Greek & Roman Antiquities

The Tampa Museum of Art houses one of the finest selections of Greek and Roman antiquities in the southeastern United States. The Joseph Veach Noble Collection, purchased in 1986 from an important scholar and collector, forms the core of this collection. Known for its outstanding selection of painted Greek and south Italian pottery, Tampa’s holdings survey the material culture of the Mediterranean region from the Bronze Age to the Roman Imperial period.

With over 500 objects, the collection illustrates the types of artwork characteristic of ancient Greece, Italy and beyond: painted pottery; sculpture in marble, bronze, and terra cotta; personal ornaments of bronze and gold; struck bronze and silver coins; and a variety of ancient glass vessels as well as other items that illuminate interesting aspects of daily life. These works of art offer valuable insights into the societies that produced them. They vividly depict a complex interplay of beliefs and lifestyles, spanning thousands of years and forming the foundations of Western civilization.

Photography

The museum has over 2,149 photographs representing a wide variety of photographic techniques and formats: daguerreotype, albumen, salt, photogravure, stereographic, collotype, gelatin silver, carbon and chromogenic. Particular areas of strength include nineteenth-century photographs, especially expeditionary images related to Greece and Rome, and photography created after 1970.

The collection initially was established with an emphasis on photographs created by artists who stage, manipulate and otherwise transform their subject matter. Since then it has expanded to include examples by other important contemporary photographers. Examples include: Berenice Abbott, John Baldessari, Zeke Berman, Nancy Burson, Chuck Close, Eileen Cowin, Robert Doisneau, Robert Frank, Sally Gall, Phillippe Halsman, Bud Lee, Robert Mapplethorpe, Duane Michals, Abelardo Morell, Eliot Porter, Robert Rauschenberg, Sebastiao Salgado, Lucas Samaras, Andres Serrano, Cindy Sherman, Aaron Siskind, Sandy Skoglund, Jerry Uelsmann, Burk Uzzle, William Wegman, and Garry Winogrand.

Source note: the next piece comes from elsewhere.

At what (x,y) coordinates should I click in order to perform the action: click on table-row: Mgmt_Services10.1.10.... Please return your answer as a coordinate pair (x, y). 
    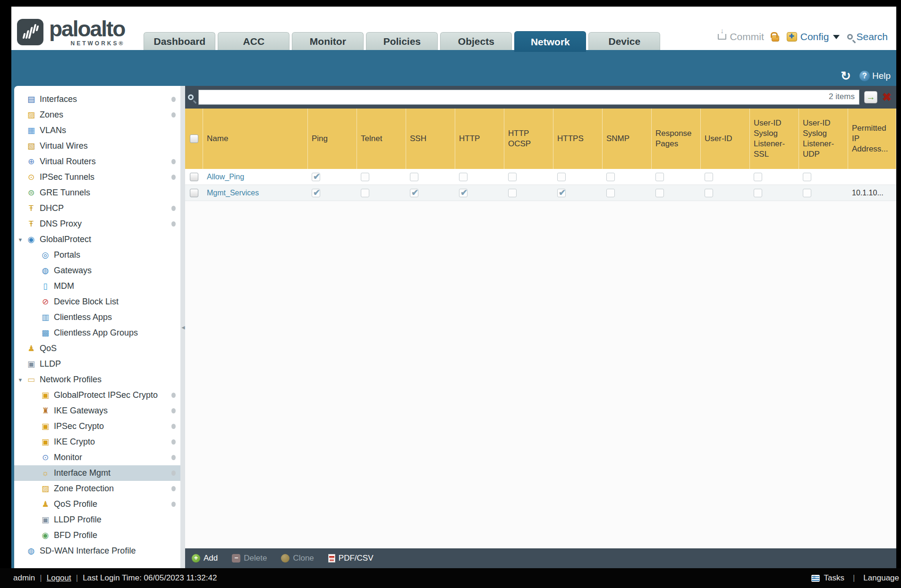
    Looking at the image, I should click on (541, 193).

Part of the photography collection consists of works whose subject matter is exclusively related to archaeological excavations and classical imagery. These photographs were gifts from a single donor, William Knight Zewadski. This area of the collection serves as an impressive resource for the museum’s collection of antiquities and provides examples of many of the early techniques and practitioners of the late 19th and early 20th centuries. Examples include such artists as Felix Bohfils, Constantin Dimitris, Roger Fenton, Francis Frith, and Robert MacPerson. An endowment for photography provided by the Frank E. Duckwall endowment within the Community Foundation of Tampa Bay provides some of the means to build the collection.